Thursday, November 2, 2023

Hard Purple Rain


There are many songs with the word “purple” in the title: Prince’s “Purple Rain,” The Jimi Hendrix Experience’ “Purple Haze,” Marvin Gaye’s “Purple Snowflakes,” Van Morrison’s “Purple Heather,” Sheb Wooley’s “The Purple People Eater,” and, of course, the oft-recorded standard, “Deep Purple,” originally written as an instrumental by pianist Peter DeRose in 1933. So, what then are we to make of the line in America’s “Ventura Highway,” “Sorry boy, but I’ve been hit by a purple rain”?

I have been asked this question many times, and my answer has as much to do with metrics as it does with the way lyrical content in rock music may be rooted in the way songwriters construct lyrics nonsensically and/or onomatopoeically. Consider Paul McCartney’s original words for “Yesterday”: “Scrambled eggs, oh my baby, how I love your legs...” In other words, nonsense words and phrases are substituted as syllabic “place holders” during the composition of the melody on the assumption that the actual set of lyrics will be finalized later. There is a wonderfully comic enactment of this process in David Byrne’s film True Stories (1987), in a scene in which John Goodman previews a song he is writing titled “People Like Us.” As he sings the unfinished song to a female friend of his, he is forced to substitute phrases and monosyllables for the unfinished lyrics while attempting to maintain the melody: “In 1950 when I was born, papa...I haven’t written this verse quite yet...Six feet tall in size 12 shoes...na, na, na, na, na, na, people like us.”

In the case of “purple rain,” a monosyllabic word (color) does not fit the metrical rhythm, for instance, “Sorry boy, but I’ve been hit by a blue rain.” Or, “Sorry boy, I’ve been hit by a green rain.” While “yellow rain” works metrically, the phrase may have certain unintended connotations. In The Grateful Dead's "Unbroken Chain," the phrases "blue light rain" and "lilac rain" appear, but given that "blue light rain" is "light," one cannot be "hit" by it, and "lilac rain" suggests a particular scent or aroma more than a kind of rain. Before America recorded “Ventura Highway,” of course, there was Jimi Hendrix’ “Purple Haze,” “haze” in this context suggesting a confused state of mind, drugged, metaphorically “stoned.” More importantly, though, was Bob Dylan’s “A Hard Rain’s A-Gonna Fall,” recorded in 1962. Without pushing the analogy too hard, “Ventura Highway” loosely employs the question-and-answer refrain pattern of Dylan’s song, as in “Sorry boy, but I’ve been hit by a purple rain/Aw, c’mon Joe, you can always change your name/Thanks a lot son, just the same.” The problem, though, is that “Sorry boy, but I’ve been hit by a hard rain,” does not work metrically, but also—and most importantly—because the songwriters are deliberately avoiding the explicit allusion to Dylan’s famous song. “Purple rain” thus avoids any direct allusion to "A Hard Rain's A-Gonna Fall," but like “hard rain," to be "hit" by "a purple rain" metaphorically suggests some kind of adversity, calamity, or hardship.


Exercise description: Read the lines of the data below and retrieve those with "item".

Top of Data extract

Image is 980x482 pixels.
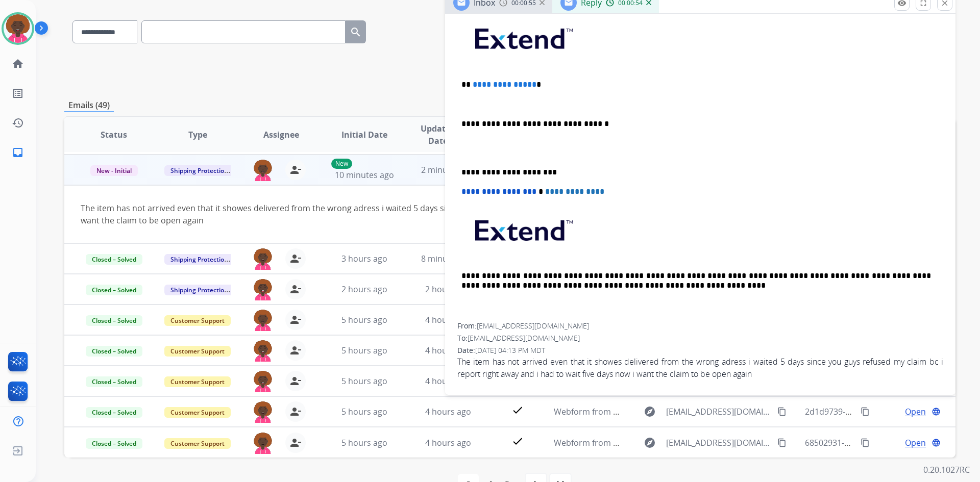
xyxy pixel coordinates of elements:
div: From: [458,321,944,331]
mat-icon: language [932,438,941,447]
mat-icon: explore [644,406,656,418]
span: Open [905,437,926,449]
span: Webform from [EMAIL_ADDRESS][DOMAIN_NAME] on [DATE] [554,437,785,448]
img: avatar [4,14,32,43]
mat-icon: search [349,26,362,38]
mat-icon: explore [644,437,656,449]
span: 3 hours ago [342,253,387,265]
mat-icon: inbox [12,147,24,159]
p: Emails (49) [64,99,114,111]
div: To: [458,334,944,344]
span: Shipping Protection [164,285,234,295]
mat-icon: home [12,57,24,70]
span: Closed – Solved [86,438,142,449]
span: 4 hours ago [426,376,471,387]
span: [EMAIL_ADDRESS][DOMAIN_NAME] [468,334,580,343]
div: Date: [458,345,944,356]
mat-icon: content_copy [861,438,870,447]
mat-icon: content_copy [777,438,787,447]
span: 2d1d9739-6a84-40cf-832d-e2efa0fe8427 [805,407,957,418]
span: 5 hours ago [342,315,387,326]
img: agent-avatar [253,310,273,331]
div: The item has not arrived even that it showes delivered from the wrong adress i waited 5 days sinc... [81,202,773,227]
span: 4 hours ago [426,315,471,326]
mat-icon: content_copy [861,407,870,417]
span: 2 hours ago [342,283,387,295]
span: Assignee [263,129,299,141]
mat-icon: check [511,404,524,417]
span: [EMAIL_ADDRESS][DOMAIN_NAME] [666,406,771,418]
span: Type [188,129,207,141]
span: 2 minutes ago [421,164,476,176]
img: agent-avatar [253,341,273,362]
span: Closed – Solved [86,407,142,418]
span: 10 minutes ago [335,170,394,181]
mat-icon: person_remove [290,164,302,176]
mat-icon: person_remove [290,253,302,265]
span: [EMAIL_ADDRESS][DOMAIN_NAME] [477,321,589,330]
mat-icon: person_remove [290,345,302,356]
span: Shipping Protection [164,166,234,176]
span: 68502931-1a4c-46c9-bf68-0fd99cf7a1eb [805,437,956,448]
mat-icon: check [511,436,524,447]
span: Customer Support [164,346,231,356]
span: 5 hours ago [342,437,387,448]
img: agent-avatar [253,371,273,393]
span: Initial Date [342,129,387,141]
span: Customer Support [164,316,231,326]
span: 8 minutes ago [421,253,476,265]
span: 5 hours ago [342,345,387,356]
img: agent-avatar [253,249,273,270]
span: Webform from [EMAIL_ADDRESS][DOMAIN_NAME] on [DATE] [554,407,785,418]
mat-icon: person_remove [290,314,302,326]
span: Closed – Solved [86,254,142,265]
img: agent-avatar [253,160,273,181]
span: Open [905,406,926,418]
span: Updated Date [415,122,462,147]
span: Shipping Protection [164,254,234,265]
p: 0.20.1027RC [923,464,970,477]
span: 4 hours ago [426,437,471,448]
span: 5 hours ago [342,376,387,387]
mat-icon: language [932,407,941,417]
span: [DATE] 04:13 PM MDT [475,345,545,356]
span: The item has not arrived even that it showes delivered from the wrong adress i waited 5 days sinc... [458,356,944,380]
span: 5 hours ago [342,407,387,418]
span: 2 hours ago [426,283,471,295]
span: Closed – Solved [86,285,142,295]
span: [EMAIL_ADDRESS][DOMAIN_NAME] [666,437,771,449]
mat-icon: person_remove [290,406,302,418]
span: Closed – Solved [86,316,142,326]
mat-icon: person_remove [290,437,302,449]
span: Closed – Solved [86,346,142,356]
span: 4 hours ago [426,407,471,418]
mat-icon: person_remove [290,283,302,295]
mat-icon: content_copy [777,407,787,417]
span: 4 hours ago [426,345,471,356]
span: Customer Support [164,438,231,449]
span: Status [101,129,127,141]
img: agent-avatar [253,279,273,301]
mat-icon: person_remove [290,375,302,387]
span: Customer Support [164,407,231,418]
img: agent-avatar [253,402,273,423]
span: Closed – Solved [86,377,142,387]
span: New - Initial [90,166,138,176]
mat-icon: history [12,117,24,129]
p: New [331,159,353,169]
mat-icon: list_alt [12,87,24,100]
img: agent-avatar [253,433,273,455]
span: Customer Support [164,377,231,387]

Bottom of Data extract

Exercise solution:
div: The item has not arrived even that it showes delivered from the wrong adress i waited 5 days sinc... [81,202,773,227]
span: The item has not arrived even that it showes delivered from the wrong adress i waited 5 days sinc... [458,356,944,380]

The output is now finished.